Hospital Medical Device Systems
For medical device manufacturers, IoT technologies offer a set of tools that can enable remote device access, the ability to interact with other devices or systems in the healthcare ecosystem, and tools for performing “smart” tasks and analysis. Here are some likely benefits:
- Predictive maintenance — system monitors medical device operation for faults and prevents malfunctions rather than responding to them. Remote software/firmware updates allow many faults to be addressed more quickly and cost effectively.
- Initial medical device activation, follow-on feature activation, and support for hospital preferred defaults — medical devices can be distributed with a base set of features activated and premium features de-activated. Remote activation of features drops feature delivery costs and enables hospital-specific feature sets. Hospital and user (e.g., surgeon) preferences can be maintained and applied to device settings.
- Enable devices to send events and notifications to other devices so that devices can collaborate (e.g, ventilator breathing rates moderated by blood oxygen monitors, surgical energy generators moderate surgical device operation).
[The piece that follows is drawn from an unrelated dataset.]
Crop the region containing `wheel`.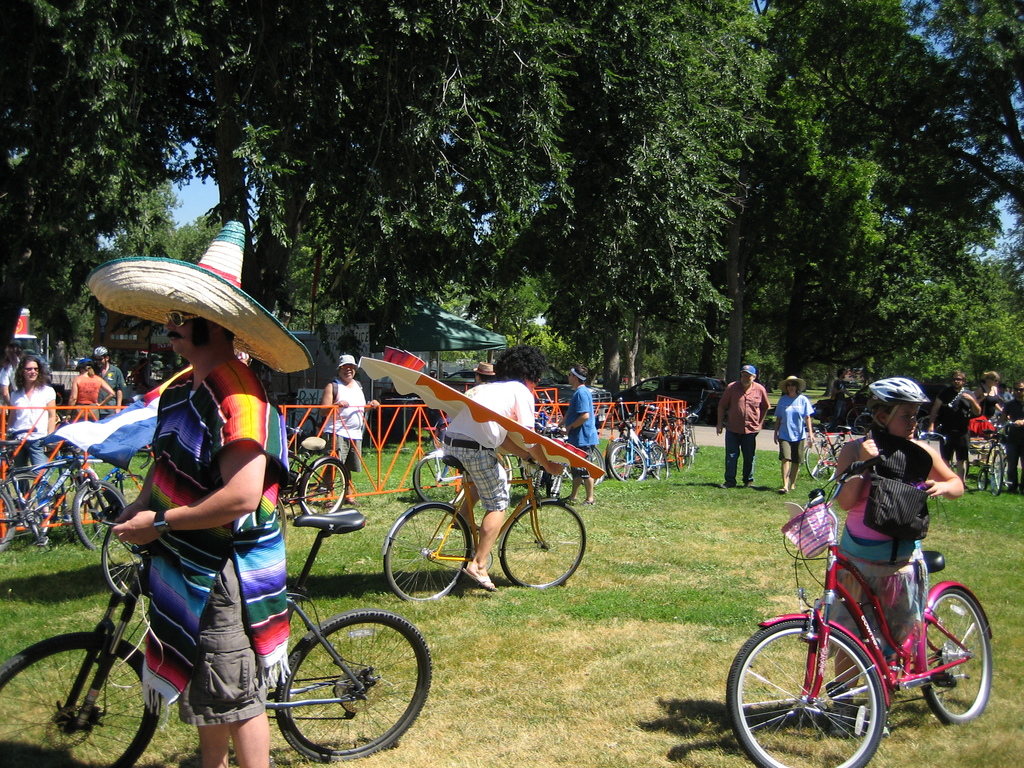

- Doctor and hospital-specific analytics — device usage may be correlated with surgical outcomes to provide guidance for doctors and hospitals about best usage practices.
In addition to such complexities as regulatory approval agencies and long product development timelines, significant technical factors make the development of hospital medical device systems especially challenging:
- Making old medical devices “smart” can be cost-prohibitive, so advances in device connectivity tend to be gated by new product releases
- Hospitals regulate the types of wireless communications technologies that can be used so connectivity of devices can be more limited or complicated. Often times, devices can transmit or receive cloud data only intermittently
- Even smart medical devices often communicate with outdated or proprietary communications protocols, further complicating the software systems needed to support device connectivity
The world of interconnected medical devices and supporting technologies is evolving quickly and is likely to transform health care over the next decade as the types of technologies, products and services outlined above are introduced to the marketplace.